Back to Basics: Why ask why? – AA Report- Day 121
Balancing a day job with my art practice has always been a challenge. I believe every artist who has a day job has to maintain a balance between the two. Fortunately for me I’ve been able to find ways of connecting my
work to this residency. The fact that I work in an art gallery might make this easier and I feel very lucky for this reason. It makes the balance more manageable.
This summer there was an exhibition at the gallery based on an artwork by Marcel Duchamp. Working on this exhibition provided the opportunity for me to re-read up on Duchamp – an artist known for giving up making art to play chess. How appropriate.
I’ve always been interested in Marcel Duchamp. To me, he’s the perfect example of an older era artist whose working method was very contemporary for his time. I studied him in art school. One of my favourite works by him is The Bride Stripped Bare by Her Bachelors, Even (The Large Glass), 1915-1923. I love that it is aesthetically beautiful but at the same time very weird and abstract, and I enjoy how difficult its meaning is to decipher and that he took his time creating it….8 years.
As an individual Duchamp was very much an intellectual and someone who pushed the boundaries of what it means to be an artist. The founder of conceptual art and installation, it seems to me he was someone who lived and breathed his art practice and I suspect who also lived as if there was no separation between art and life. I can’t say whether I think Duchamp was a good person, I learned this summer about the prevalence of misogyny within the Surrealist movement (a movement he was very much involved in), however, I do believe he was a good artist and there are many ways his working method resonates with me.
When I first started this residency, back in May and even before then, I was really focusing on asking myself the question “Why?”. Why did I want and need to go on this residency? Why was I turned off from making art? There is reasoning behind this question, but what I’ve come to believe lately is that it is not always necessary to ask it.
Duchamp once said: Artist’s often do things without knowing why they do them (…), I never ask myself why. (http://www.telegraph.co.uk/culture/art/art-features/9842887/Marcel-Duchamp-His-influence-is-still-everywhere-in- contemporary-art.html). I like this statement because it gives artist’s permission to be unsure. It was drilled into me in art school early on that artist’s should be able to answer the question why. That an artist owes this to their audience. I have a problem with this notion that everything must be explained or understood. As an artist and as a viewer I don’t think whether you know or don’t know makes something more or less relevant. Artists should allow themselves the freedom to make (or not make) without asking why. There is merit in simply doing because there isn’t always an immeditate answer, and there might not be an answer at all, which is okay. Besides, even if there is an answer it might not make sense to everyone. Our obsession with asking why is like saying that everything must be logical in order for it to make sense. If this were true a lot of great art wouldn’t be made and I wouldn’t be on this residency writing this because when I think about it it was actually completely illogical for me to stop making art when I did. I’d just finished a painting series and had plenty of more ideas but something inside me told me to take a step away.
Duchamp (like me) was a painter but he got bored with painting so moved onto other ways of making/not-making. His ideas opened doors for generations of artists, allowing them to break away from traditional notions of what an artist/art is. Speaking from personal experience I know that it’s easy for artists and non-artists to forget or maybe some do not even know that it’s okay to step away from something if it’s no longer fun. When something’s not broke you don’t fix it but what Duchamp’s legacy has shown us is that it’s okay to reinvent the wheel, no pun intended.
(Back to Basics: Why ask why? – A(rt)A(nonymous) Report- Day 121)
Marcel Duchamp playing chess, 1952 and The Bride Stipped Bare by Her Bachelors, Even,1915-23
Georgia wrote on Oct 3:
That's weird...I must have written your name, Kelly, when I wrote my comment below!
Kelly wrote on Oct 2:
Haha, exactly- I believe also that sometimes we think we know what we're doing but we really don't.
Kelly wrote on Sep 30:
Yes! Loved this. In a workshop I took a few summers ago, the instructor said as soon as I knew what I was doing, I should throw the piece out - try to get uncomfortable with the unknown.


== Exercise ==
A line qualifies if it holds the string "quadratic". Copy every qualifying line from the records.

== Data provided ==
↓↓↓

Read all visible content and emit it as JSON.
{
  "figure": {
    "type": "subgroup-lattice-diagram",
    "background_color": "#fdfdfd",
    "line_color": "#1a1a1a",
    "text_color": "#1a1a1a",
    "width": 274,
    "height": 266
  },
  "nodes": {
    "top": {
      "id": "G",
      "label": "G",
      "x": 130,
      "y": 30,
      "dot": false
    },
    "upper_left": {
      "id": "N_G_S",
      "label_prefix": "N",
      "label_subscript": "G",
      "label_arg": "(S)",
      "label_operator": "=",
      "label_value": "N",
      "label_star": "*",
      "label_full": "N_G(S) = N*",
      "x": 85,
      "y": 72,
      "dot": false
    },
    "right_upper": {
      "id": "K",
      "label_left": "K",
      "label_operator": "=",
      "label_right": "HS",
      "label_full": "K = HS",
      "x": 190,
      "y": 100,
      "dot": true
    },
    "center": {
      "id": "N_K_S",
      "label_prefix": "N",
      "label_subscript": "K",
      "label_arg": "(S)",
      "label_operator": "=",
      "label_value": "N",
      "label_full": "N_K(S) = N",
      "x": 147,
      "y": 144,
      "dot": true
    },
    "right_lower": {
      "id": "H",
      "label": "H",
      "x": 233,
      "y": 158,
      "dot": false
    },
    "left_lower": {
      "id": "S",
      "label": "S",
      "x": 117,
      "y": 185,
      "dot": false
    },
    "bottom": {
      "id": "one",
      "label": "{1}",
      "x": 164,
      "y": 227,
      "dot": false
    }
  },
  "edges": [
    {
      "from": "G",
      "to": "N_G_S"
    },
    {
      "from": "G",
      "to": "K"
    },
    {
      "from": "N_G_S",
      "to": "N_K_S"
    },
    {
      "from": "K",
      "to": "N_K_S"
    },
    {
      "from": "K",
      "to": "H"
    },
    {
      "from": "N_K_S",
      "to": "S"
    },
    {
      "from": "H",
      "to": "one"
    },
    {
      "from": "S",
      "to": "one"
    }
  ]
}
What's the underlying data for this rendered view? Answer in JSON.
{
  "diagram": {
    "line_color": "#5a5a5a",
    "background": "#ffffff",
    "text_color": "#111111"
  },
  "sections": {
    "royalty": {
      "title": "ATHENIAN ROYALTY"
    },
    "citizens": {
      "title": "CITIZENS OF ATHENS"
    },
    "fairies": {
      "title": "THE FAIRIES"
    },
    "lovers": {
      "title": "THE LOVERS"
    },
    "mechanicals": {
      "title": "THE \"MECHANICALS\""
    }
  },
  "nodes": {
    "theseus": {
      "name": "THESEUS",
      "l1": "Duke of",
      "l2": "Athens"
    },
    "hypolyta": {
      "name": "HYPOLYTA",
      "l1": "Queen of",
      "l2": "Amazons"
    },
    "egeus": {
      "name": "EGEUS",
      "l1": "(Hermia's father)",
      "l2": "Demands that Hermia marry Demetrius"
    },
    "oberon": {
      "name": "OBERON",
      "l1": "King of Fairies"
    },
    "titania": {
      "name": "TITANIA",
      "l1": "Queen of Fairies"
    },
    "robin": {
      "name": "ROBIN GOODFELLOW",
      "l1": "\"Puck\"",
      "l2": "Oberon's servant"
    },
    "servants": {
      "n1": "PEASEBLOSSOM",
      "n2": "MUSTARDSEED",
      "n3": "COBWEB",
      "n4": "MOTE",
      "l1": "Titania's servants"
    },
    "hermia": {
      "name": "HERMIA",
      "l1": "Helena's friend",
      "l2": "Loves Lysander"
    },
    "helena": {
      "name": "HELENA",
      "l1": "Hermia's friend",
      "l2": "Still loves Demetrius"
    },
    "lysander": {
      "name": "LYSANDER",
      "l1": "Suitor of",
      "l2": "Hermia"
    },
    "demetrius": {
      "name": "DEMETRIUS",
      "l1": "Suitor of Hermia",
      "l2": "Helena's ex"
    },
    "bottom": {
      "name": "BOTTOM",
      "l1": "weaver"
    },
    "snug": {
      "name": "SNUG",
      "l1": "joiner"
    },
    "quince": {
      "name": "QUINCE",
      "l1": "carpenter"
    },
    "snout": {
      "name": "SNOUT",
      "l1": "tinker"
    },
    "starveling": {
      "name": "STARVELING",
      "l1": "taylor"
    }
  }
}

↑↑↑
↓↓↓

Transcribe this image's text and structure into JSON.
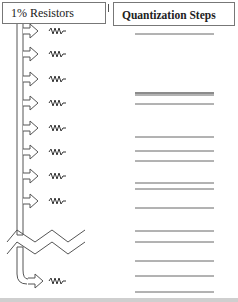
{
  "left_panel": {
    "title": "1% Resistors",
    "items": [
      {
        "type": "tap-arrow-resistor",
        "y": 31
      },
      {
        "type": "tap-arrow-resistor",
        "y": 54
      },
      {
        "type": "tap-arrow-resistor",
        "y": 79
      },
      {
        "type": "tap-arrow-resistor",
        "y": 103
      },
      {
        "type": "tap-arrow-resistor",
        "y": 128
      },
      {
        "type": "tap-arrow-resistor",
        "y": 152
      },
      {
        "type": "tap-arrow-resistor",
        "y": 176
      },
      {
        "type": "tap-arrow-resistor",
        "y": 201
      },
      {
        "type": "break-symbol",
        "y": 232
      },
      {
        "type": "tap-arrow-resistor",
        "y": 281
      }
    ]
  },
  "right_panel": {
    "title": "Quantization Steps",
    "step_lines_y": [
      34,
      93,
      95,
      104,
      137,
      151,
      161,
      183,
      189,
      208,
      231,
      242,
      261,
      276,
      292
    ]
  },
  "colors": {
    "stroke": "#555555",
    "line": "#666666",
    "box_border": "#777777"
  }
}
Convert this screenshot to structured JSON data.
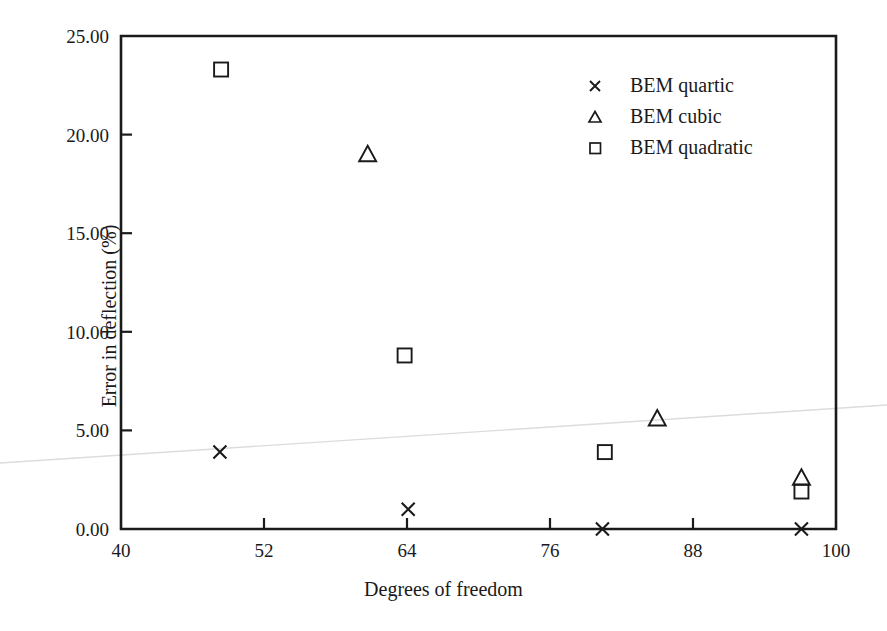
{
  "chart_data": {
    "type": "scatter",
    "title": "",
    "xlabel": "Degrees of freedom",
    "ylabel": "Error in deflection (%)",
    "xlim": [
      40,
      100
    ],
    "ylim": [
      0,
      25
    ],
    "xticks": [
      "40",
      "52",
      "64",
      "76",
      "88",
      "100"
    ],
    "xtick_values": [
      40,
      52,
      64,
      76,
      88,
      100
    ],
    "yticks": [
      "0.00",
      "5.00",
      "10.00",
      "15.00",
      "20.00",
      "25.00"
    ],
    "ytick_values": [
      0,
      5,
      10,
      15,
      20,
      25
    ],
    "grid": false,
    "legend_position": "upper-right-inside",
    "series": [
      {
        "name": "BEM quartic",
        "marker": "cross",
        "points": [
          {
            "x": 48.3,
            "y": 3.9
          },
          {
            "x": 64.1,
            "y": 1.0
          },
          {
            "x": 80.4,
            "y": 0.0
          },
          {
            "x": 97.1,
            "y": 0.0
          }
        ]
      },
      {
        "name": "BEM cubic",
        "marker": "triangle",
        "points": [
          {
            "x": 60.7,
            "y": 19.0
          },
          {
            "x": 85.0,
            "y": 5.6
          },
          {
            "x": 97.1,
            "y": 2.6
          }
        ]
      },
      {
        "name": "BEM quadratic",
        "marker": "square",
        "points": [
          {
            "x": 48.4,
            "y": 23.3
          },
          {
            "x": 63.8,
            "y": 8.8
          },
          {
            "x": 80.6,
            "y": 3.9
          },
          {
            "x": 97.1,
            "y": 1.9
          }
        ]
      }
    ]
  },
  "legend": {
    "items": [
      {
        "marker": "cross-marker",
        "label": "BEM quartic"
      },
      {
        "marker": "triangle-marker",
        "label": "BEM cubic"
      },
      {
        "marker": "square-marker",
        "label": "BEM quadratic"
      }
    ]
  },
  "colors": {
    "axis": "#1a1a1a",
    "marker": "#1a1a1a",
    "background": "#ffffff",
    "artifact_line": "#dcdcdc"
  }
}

↑↑↑

== Answer to the problem ==
        "name": "BEM quadratic",
        "label": "BEM quadratic"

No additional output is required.